Introduction: Mobility, Concealment, Transparency

Published online by Cambridge University Press:  01 March 2025

Ben Moore
Affiliation:
Universiteit van Amsterdam
Get access

Summary

Invisible Architecture

What is invisible architecture? It is what holds the modern city together, but also what prevents it from appearing as a unified and knowable entity, since it means there is always some part of the city which is hidden. It is structure which traverses the transparent, the unseen and the mobile, yet is resistant to interpretation as a totality. Like the psychoanalytic unconscious, it cannot be grasped directly, though its existence can be inferred or projected. It organises city space by limiting and directing perception, especially visual perception. It typically conceals or represses what is unpleasant under capitalism, such as the connections between rich and poor, or wealth and waste, but it can also provide a space for the possible reimagining or reshaping of the city. It brings together the reactionary, paranoid, ideological and molar aspects of the modern city with its capacity for the utopian, fluctuating and destabilising, without simply collapsing or reconciling these things.

The contention of this book is that what I am calling invisible architecture plays a significant role in the literary and cultural imaginary of the years between approximately 1830 and 1910, in ways which only become apparent when the city is analysed as the meeting point of intersecting drives towards mobility, concealment and transparency. This was a period when cities in Britain and elsewhere seemed no longer graspable or comprehensible as a single whole (if they ever were), unless perhaps as a ‘mass’, a concept which unifies the city's population only to render it more unknowable. William Cook Taylor, whom Asa Briggs calls ‘an apologist of the new industrial system’, described northern English industrial towns in the 1840s as ‘an aggregate of masses, our conception of which clothe themselves in terms which express something portentous and fearful’. Raymond Williams notes that ‘the great city was […] so overwhelming, that its people were often seen in a single way: as a crowd, as “masses” or as a “workforce”’. For Charles Baudelaire, the modern city is ungraspable because it disallows totalisation, like modernity itself, which he calls ‘the ephemeral, the fugitive, the contingent, the half of art whose other half is the eternal and the immutable’.

Type
Chapter
Information
Invisible Architecture in Nineteenth-Century Literature
Rethinking Urban Modernity
, pp. 1 - 36
Publisher: Edinburgh University Press
Print publication year: 2024

Access options

Get access to the full version of this content by using one of the access options below. (Log in options will check for institutional or personal access. Content may require purchase if you do not have access.)

Save book to Kindle

To save this book to your Kindle, first ensure no-reply@cambridge.org is added to your Approved Personal Document E-mail List under your Personal Document Settings on the Manage Your Content and Devices page of your Amazon account. Then enter the ‘name’ part of your Kindle email address below. Find out more about saving to your Kindle.

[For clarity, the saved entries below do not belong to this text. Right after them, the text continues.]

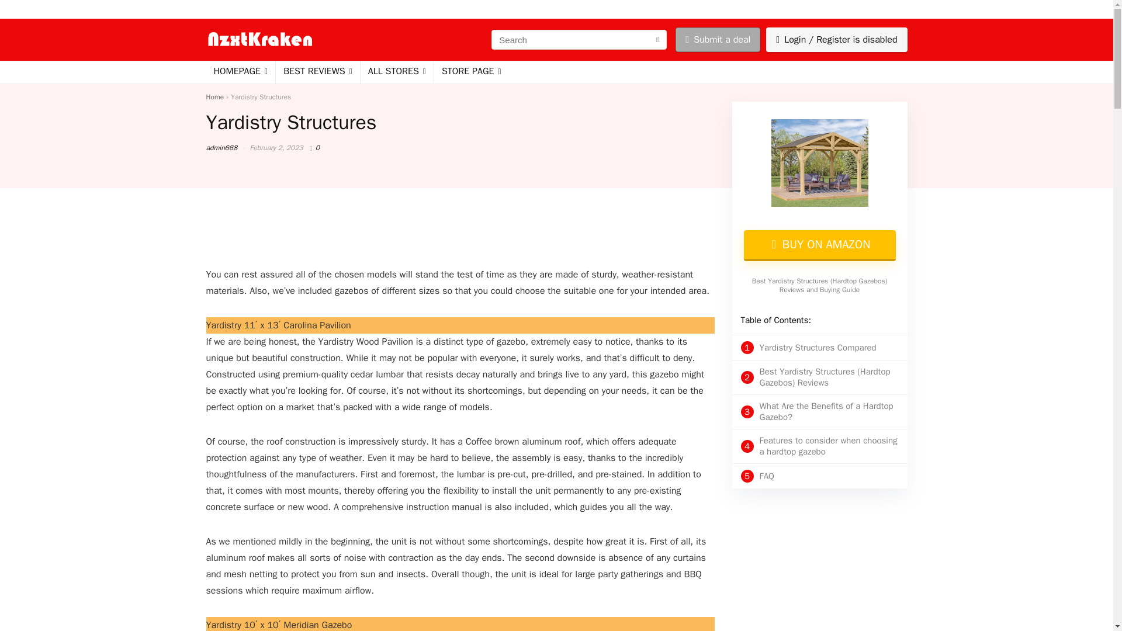 This screenshot has height=631, width=1122. I want to click on BEST REVIEWS, so click(318, 72).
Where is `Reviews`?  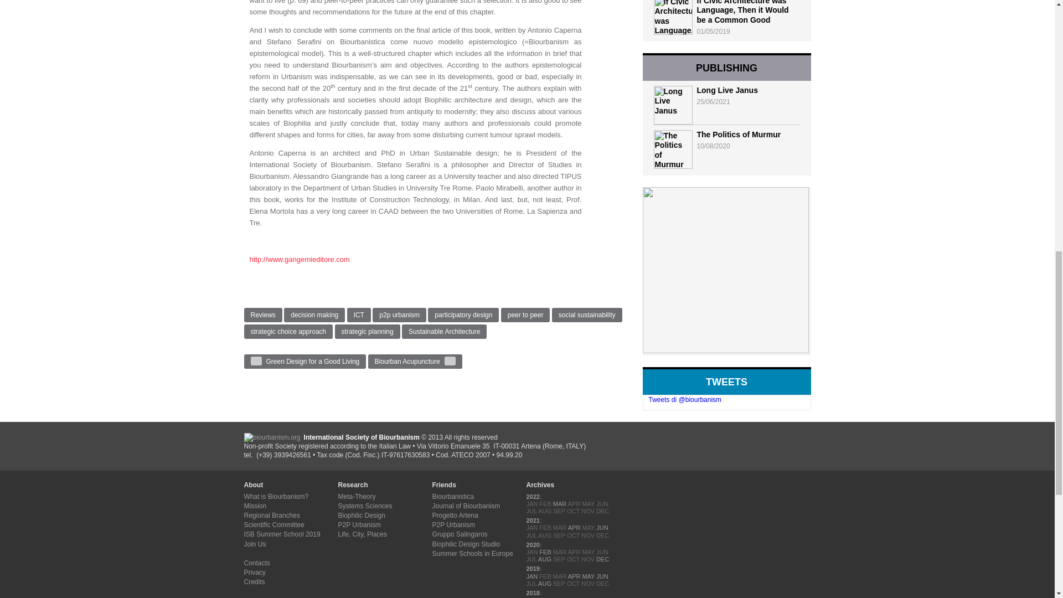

Note you can select to save to either the @free.kindle.com or @kindle.com variations. ‘@free.kindle.com’ emails are free but can only be saved to your device when it is connected to wi-fi. ‘@kindle.com’ emails can be delivered even when you are not connected to wi-fi, but note that service fees apply.

Find out more about the Kindle Personal Document Service.

Available formats
×

Save book to Dropbox

To save content items to your account, please confirm that you agree to abide by our usage policies. If this is the first time you use this feature, you will be asked to authorise Cambridge Core to connect with your account. Find out more about saving content to Dropbox.

Available formats
×

Save book to Google Drive

To save content items to your account, please confirm that you agree to abide by our usage policies. If this is the first time you use this feature, you will be asked to authorise Cambridge Core to connect with your account. Find out more about saving content to Google Drive.